In late 2019, amidst record-setting heatwaves and droughts, bushfires swept across the Australian continent. The severity and scale of destruction wrought by these “Black Summer” blazes was unprecedented, burning more than 40 million acres of land, releasing over 700 million tonnes of carbon dioxide, and killing an estimated three billion animals. Amid the smoke and devastation, one animal in particular became the face of the fires’ toll — a face almost synonymous with Australia itself — the koala.
The fires killed and injured more than 60,000 koalas and incinerated the highly flammable eucalyptus forests on which koalas depend, leaving the species already beleaguered by habitat loss, infectious disease, and myriad other threats, even more at-risk.
Koalas, masters of sending their throaty, guttural bellows across long distances, soon became messengers to the world about the devastation that our actions are bringing to many other species. Heartbreaking images and videos of the large-nosed, fluffy-eared marsupials went viral around the world – koalas sitting in laundry baskets in rehab centers with singed fur and burned paws, koalas cowering and silhouetted in burning trees against apocalyptic orange backdrops, koalas sipping from the water bottles offered by firemen and good samaritans. Koalas evinced both the toll of climate destruction, but also humans’ capacity for action and compassion for non-human animals. Yet, as our podcast guest has written, for as visible as they are and how much they have to teach us about ourselves and our world, there’s so much we don’t know about these unique, often misunderstood creatures.

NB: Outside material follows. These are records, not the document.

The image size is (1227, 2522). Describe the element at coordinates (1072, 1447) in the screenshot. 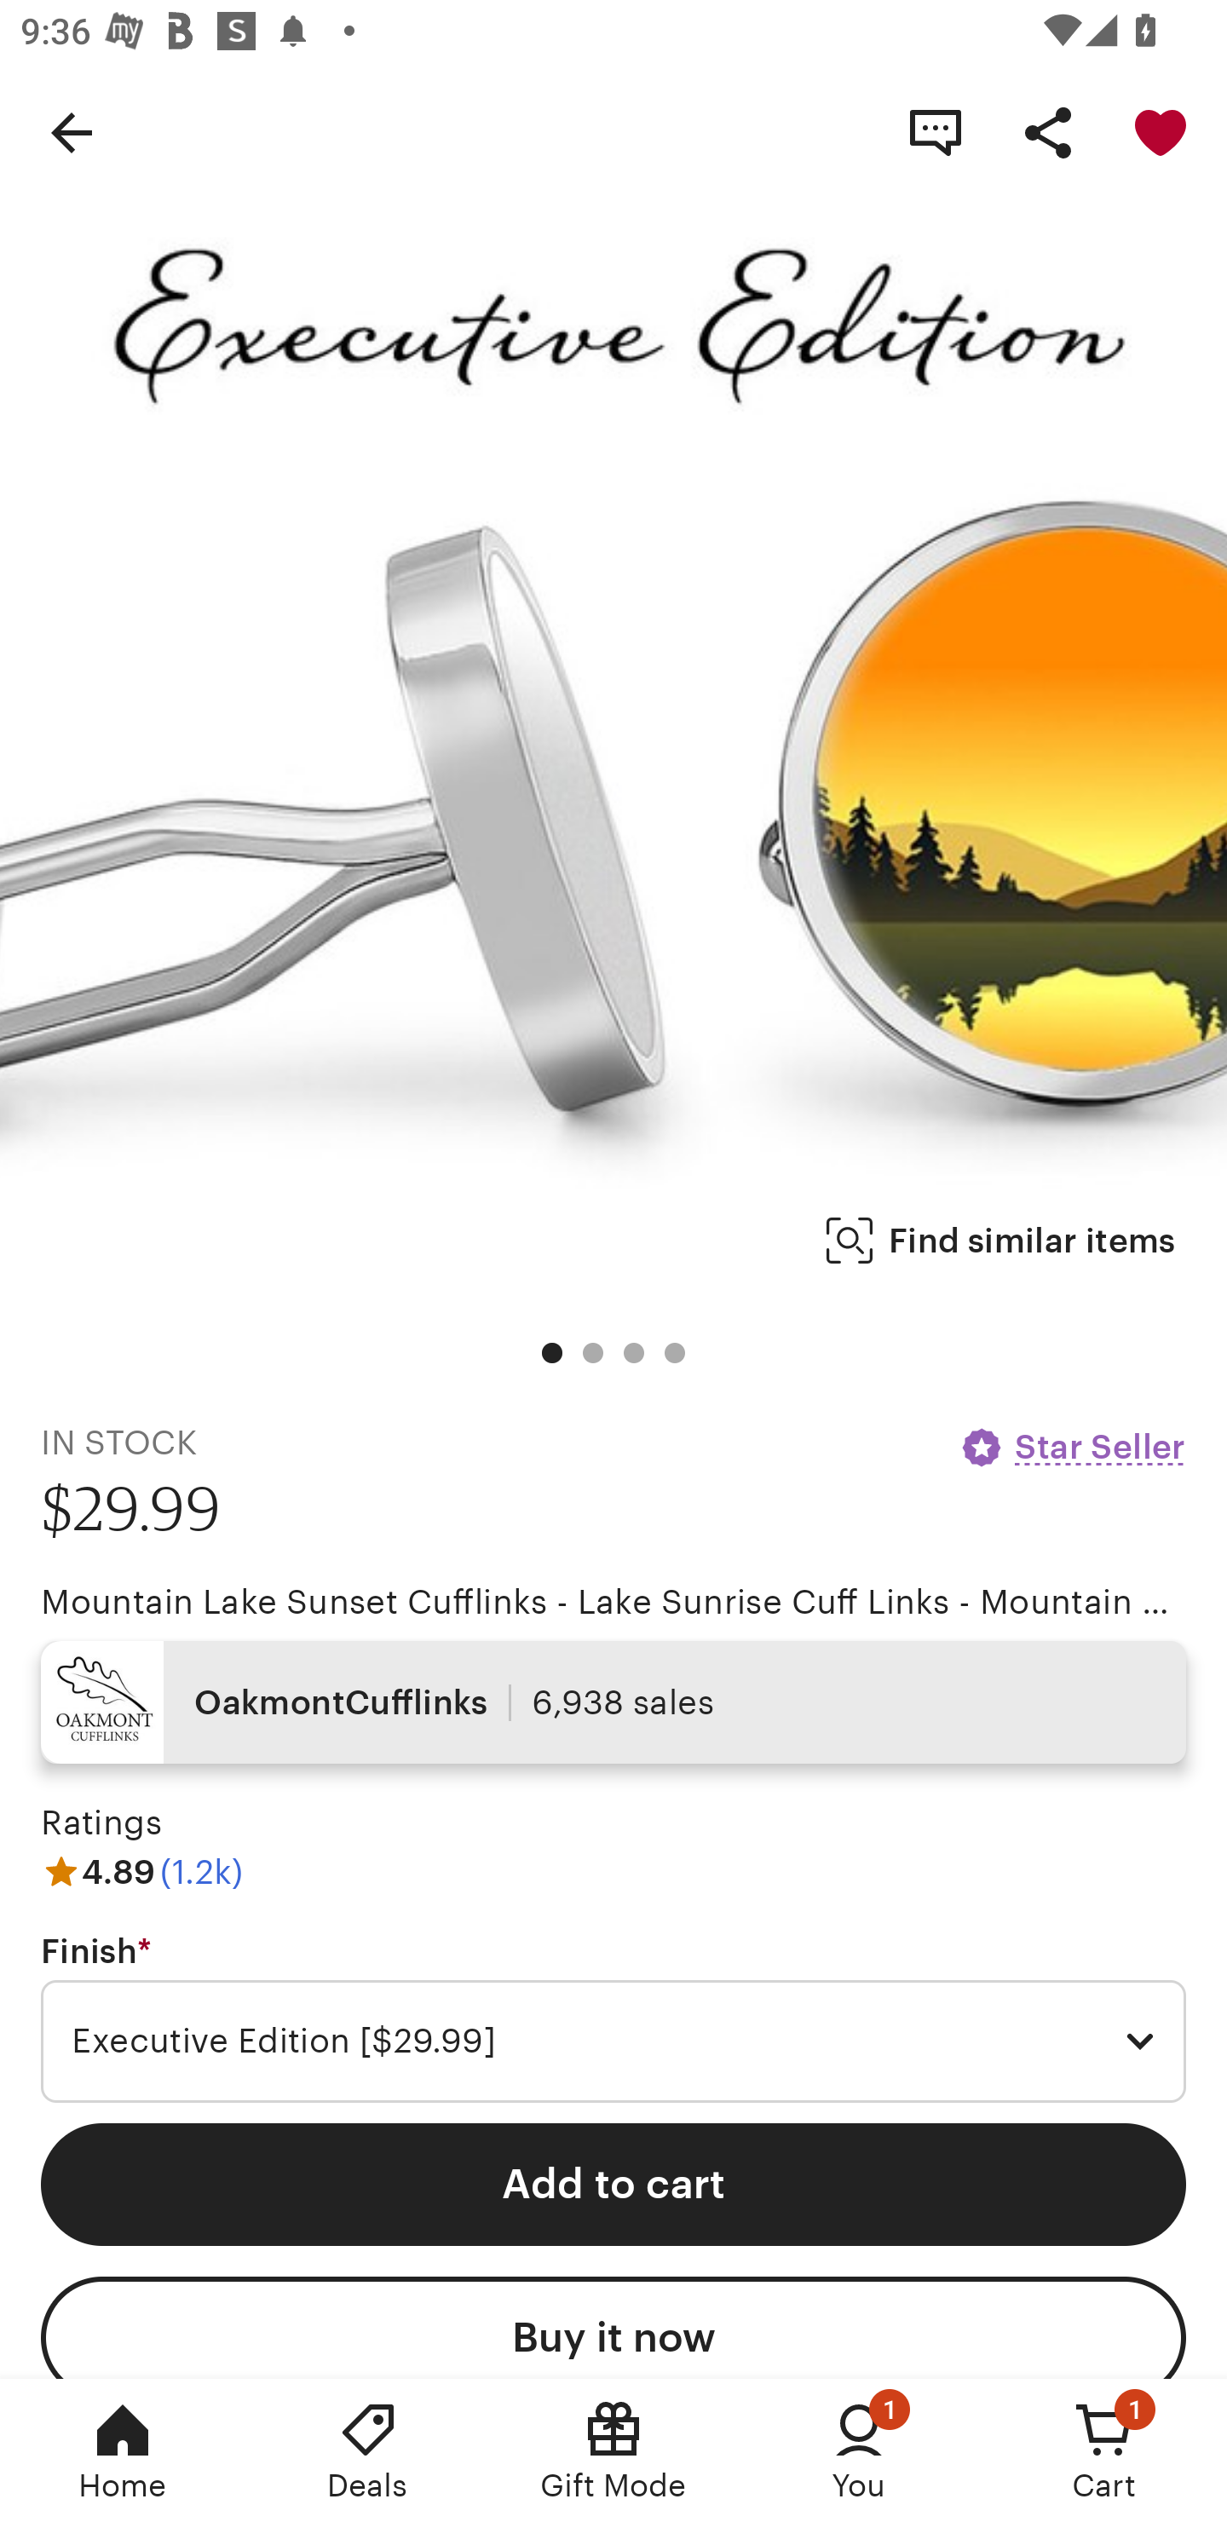

I see `Star Seller` at that location.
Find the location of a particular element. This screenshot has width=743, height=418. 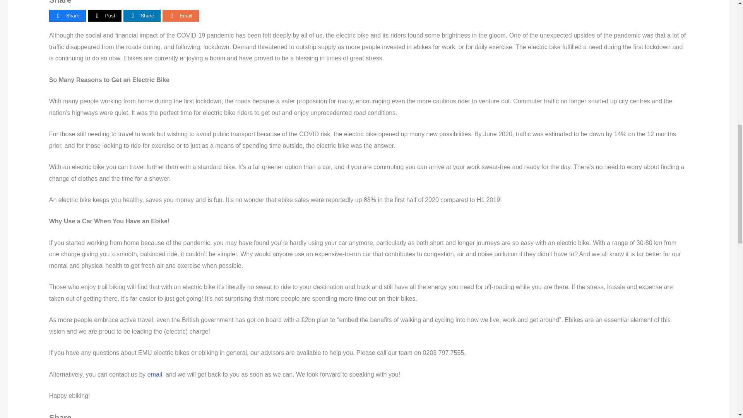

Who are these imperiled, marvelous, eucalyptus-munching animals that captured the hearts of people across the planet? How do they experience the world? Where did they come from? What does their future hold? How is such a recognizable species still such an enigma? How can we better protect them and the forests on which they depend? Our guest, Danielle Clode, an Australian biologist at Flinders University in Adelaide, spent years delving into these questions in a quest to better understand these lone survivors of a once diverse family of Australian marsupials. Her new book Koala: A Natural History and Uncertain Future delves into koalas’ ancient ancestors, evolution, biology, ecology, evolving relationship with humans, and uncertain fate.